Gender wage gap, how much less women make than men

Explore weekly earnings between men and women, over the past nine years. There’s more to say about it, but my hands are tired from manually editing parsed PDF files, so I’ll leave that for later.
Basically, three or four articles on the gender wage gap popped up on my radar last week, some focusing on the rise of women as the lead household earner and others on how much less women make. Such contrast. So I took a look.

Women computer support specialists rockin’ it.

19 Comments

  • Interesting stuff. I’d love to see if there’s any trend with distribution or standard deviation (which could be shown based on something to do with fill and stroke of the dots…), it’d be interesting to see if those sectors with the widest pay gaps are or aren’t those with the most varied salaries, and how individual sectors fit in.

    Something with 2 thin horizontal lines across the dots showing some measure of how many people are substantially above and below the median wage, maybe based on the standard deviation of the whole set not stratified by career type. Something like that.

  • Boy, is this diagram hard to read.

  • This diagram is awesome in its way to represent the data as a drift from the bisecting line. The number of data points on one side and the distance clearly speak for themselves.

  • Many good data sets are in PDF :( what can I say, I join you in sorrow…

  • Great work!
    I really like the ‘show paths’ button – so you don’t have to scrub through all the years to see how things have changed, but the paths aren’t cluttering the graphic by default.
    Also, great way to narrow the focus of this dataset, and still get a lot of info from it.

    I was surprised by the ‘legal occupations’ – 43% less in 2011?

    What did you use to parse the pdfs? I’ve had luck with basic parsing using : http://pdfbox.apache.org/

  • Please define comparable jobs. Do they work the same number of hours? That can make a big difference.

  • Nice tool for showing/seeing a variety of relationships (through time, among sectors and occupations, the actual earnings of each gender. . .) clearly and interactively. Interesting video-game quality to the UI: I stumbled across a feature accidentally (while showing paths, scrolling across the year engages a timeline). Thank you for the ideas.

  • Really enjoyed the interactive. I saw that one purple dot move around in the ‘women make 30% less than men’ in the highest wage areas, and was surprised and disappointed to see that it represented female CEOs.

    One comment, I would’ve liked to see the axes show annual median pay, instead of weekly median pay. Was that a consideration?

  • Kevin Carlson April 13, 2012 at 12:12 pm

    I’ve seen utilities such as PDFMiner to convert PDF to HTML. Seems like you could then use BeautifulSoup to get the data…

  • Paper format be damned, parity should be y=x i.e; a line with slope 1 (45 degrees)

  • This doesn’t factor in WHAT job it is. I’d like to see how many women are strong enough to operate a 95lb jack hammer, which pays pretty good money.

  • As an aside hovering over the dots didn’t produce any additional information using Firefox 11 (my default browser) under with my Windows XP laptop. Switching to Safari worked fine however.

    I have a couple clarifying suggestions…

    I wish I could click on a dot and have that dot stay “selected” as it moves through the years, as it’s confusing, even within one industry, to follow a particular dot. I’d also prefer that selecting an industry would unselect all the others.

    The “Show Paths” feature works well for industries with only a couple dots, but is messy for those with more then 3 or 4, I’d almost prefer to just see a line graph appear off the side when clicking on a given dot (much like the nice line graph insert for the overall percentage).

  • I wonder if there is data for how many days a year women, on the whole, work. Statistically they will work less hours a year, since they are the ones stuck with the burden of child birth. Even if the position is held, in the end, it’s hard to justify pay for work that there is no chance to reward with higher pay. One day we will be able to solve this problem with male impregnation :)

  • Not sure I understand why there are multiple data points for each industry? Are these just different observations? Also, the underlying data is probably OES data from the Bureau of Labor Statistics, which doesn’t have preset “industry” groupings. Would be curious to know how occupations were assigned.

    • It’s OCS data from BLS, which does have groupings. If you click over to the interactive, and roll over dots, you can see what jobs each one represents.

      • Oh rock, Nathan. I still make immediate judgements on the interactives, because I forget how you can layer information. Nice!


What you need to do - Transcribe the whole listing below. Pictures do not go in the copy.

Information provided -
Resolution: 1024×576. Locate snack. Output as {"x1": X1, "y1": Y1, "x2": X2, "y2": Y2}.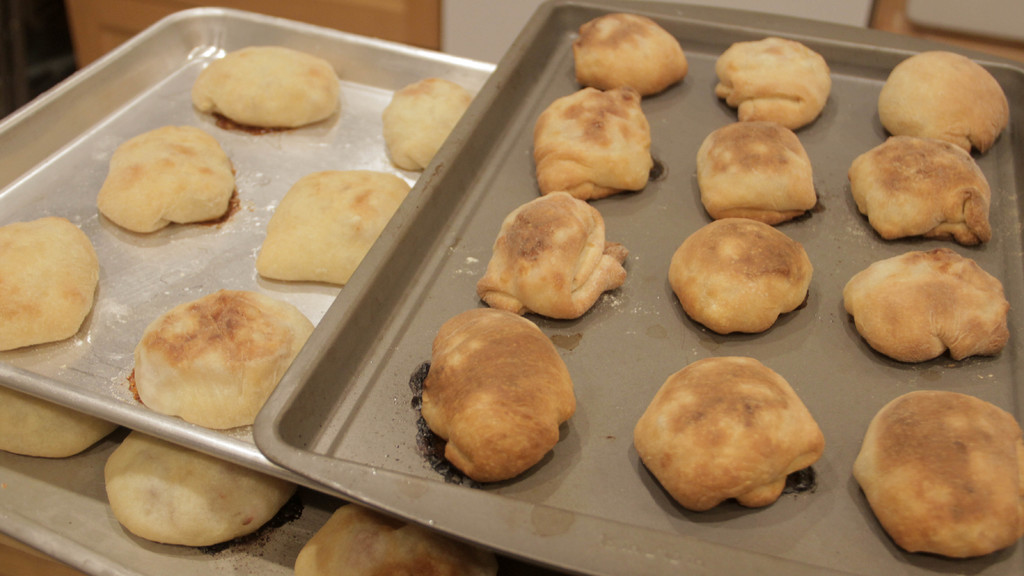
{"x1": 698, "y1": 123, "x2": 821, "y2": 230}.
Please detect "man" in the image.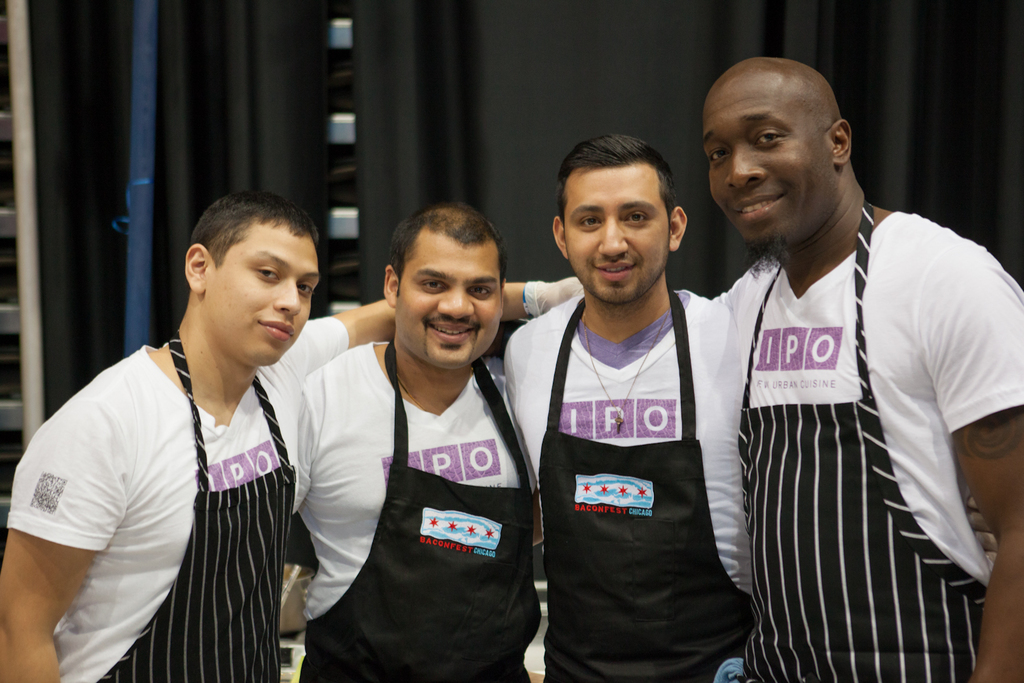
rect(696, 55, 1023, 682).
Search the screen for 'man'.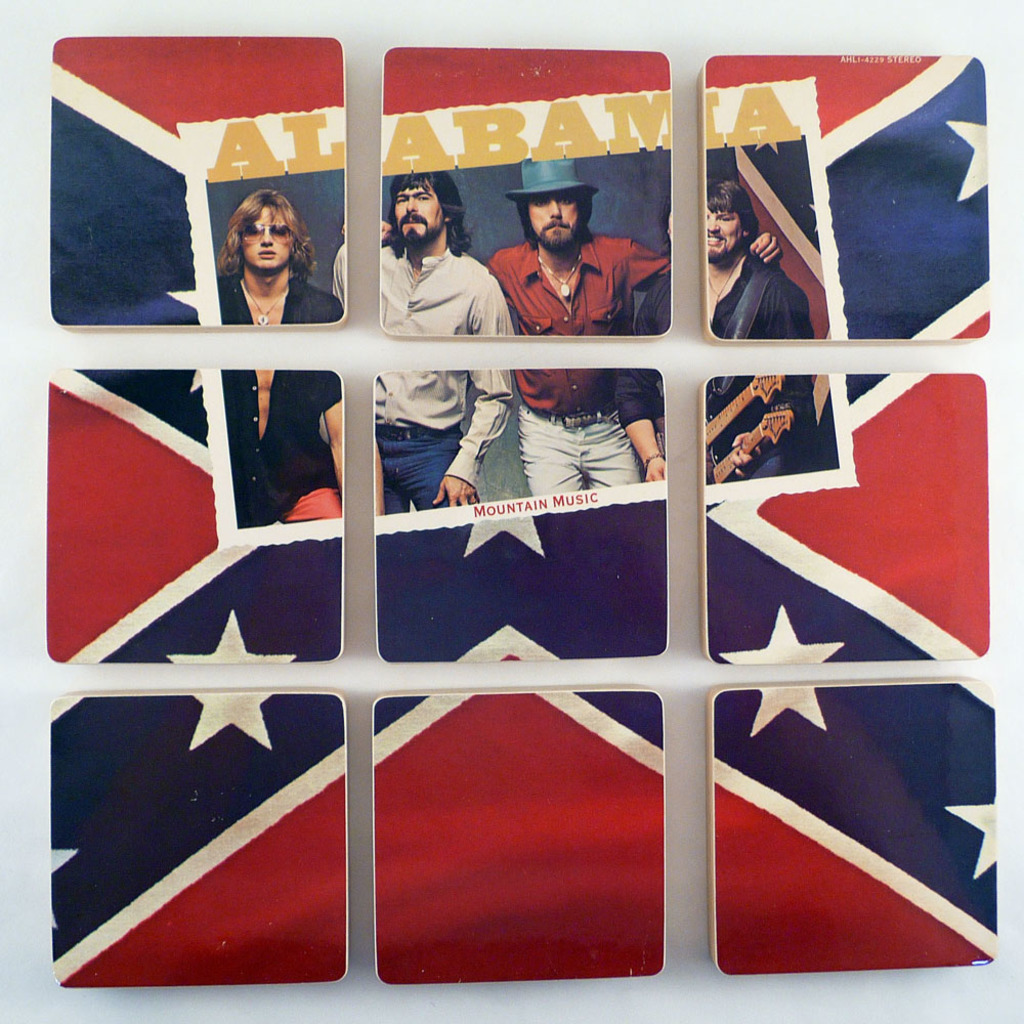
Found at bbox(492, 158, 785, 496).
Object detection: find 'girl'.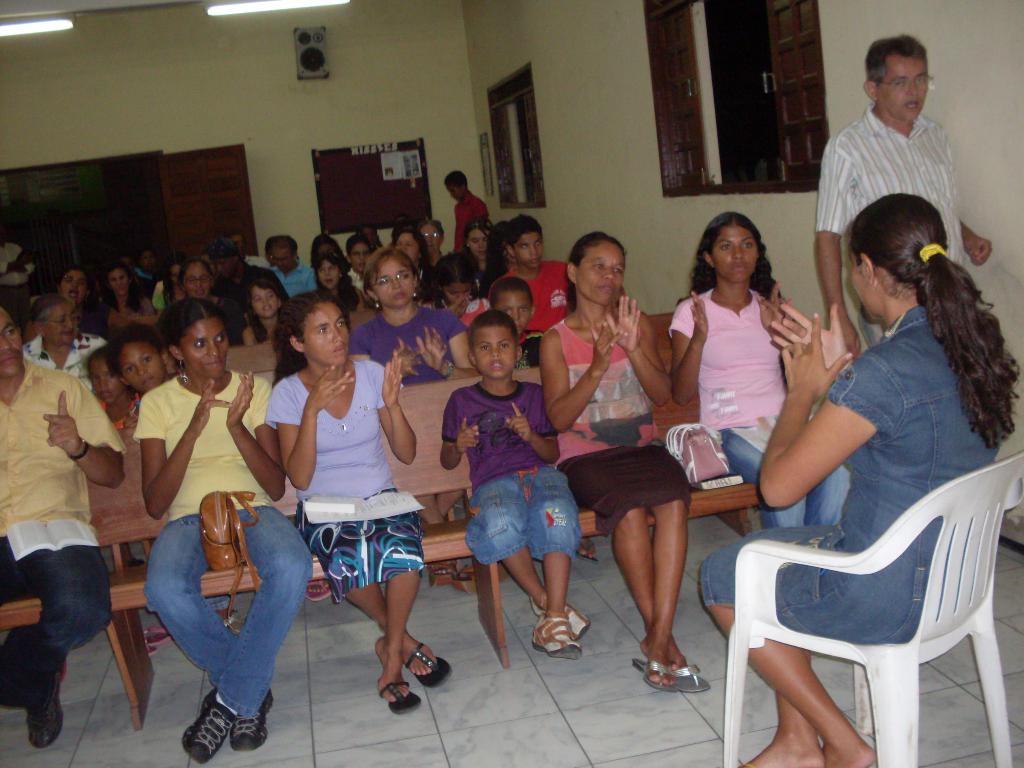
detection(463, 216, 495, 297).
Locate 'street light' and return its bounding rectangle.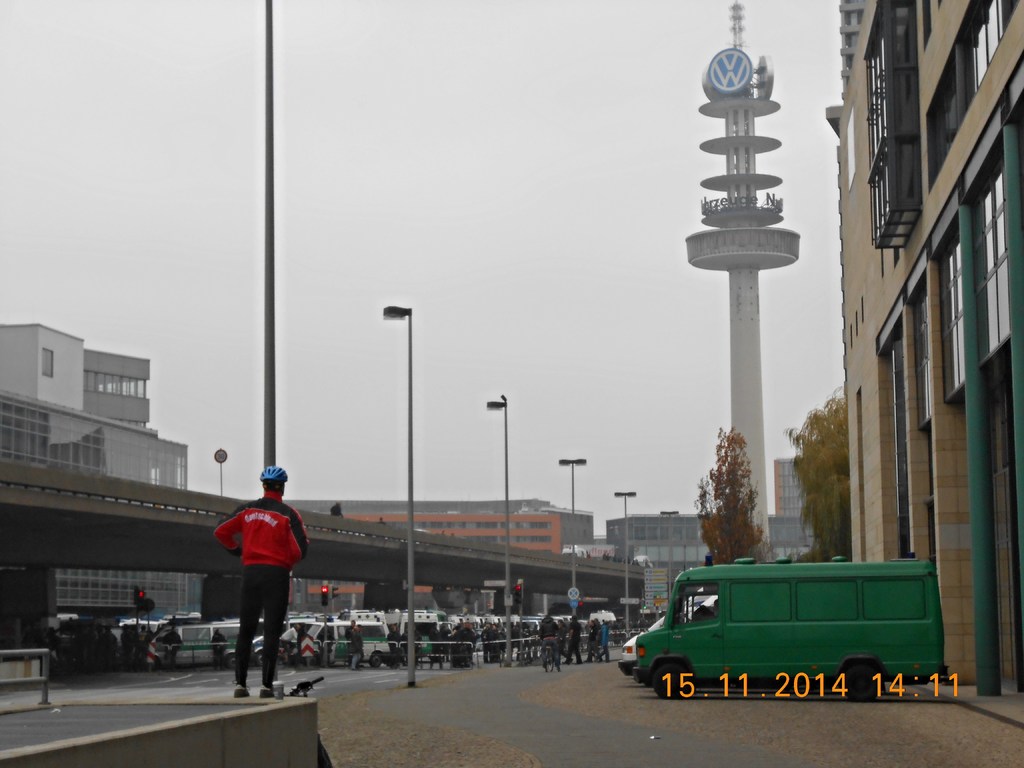
box(484, 396, 507, 669).
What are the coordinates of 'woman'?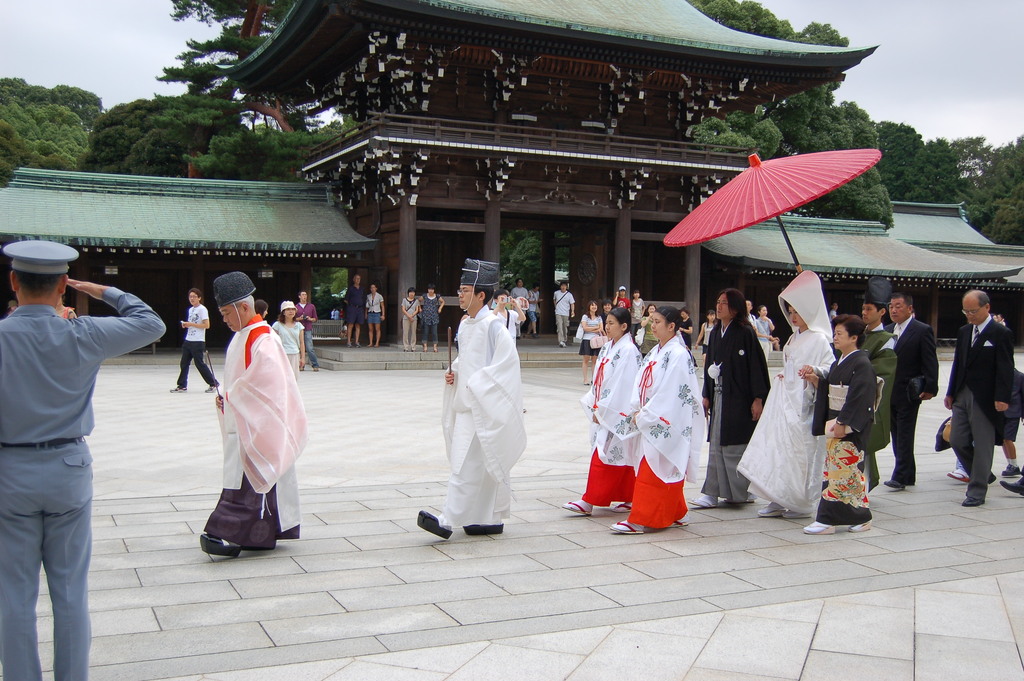
{"x1": 797, "y1": 315, "x2": 879, "y2": 534}.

Finished task -
Resolution: 1024×576. Locate snack. Output as {"x1": X1, "y1": Y1, "x2": X2, "y2": Y2}.
{"x1": 698, "y1": 123, "x2": 821, "y2": 230}.
Please detect "man" in the image.
rect(696, 55, 1023, 682).
Search the screen for 'man'.
Found at bbox(492, 158, 785, 496).
Object detection: find 'girl'.
detection(463, 216, 495, 297).
Locate 'street light' and return its bounding rectangle.
box(484, 396, 507, 669).
What are the coordinates of 'woman'?
{"x1": 797, "y1": 315, "x2": 879, "y2": 534}.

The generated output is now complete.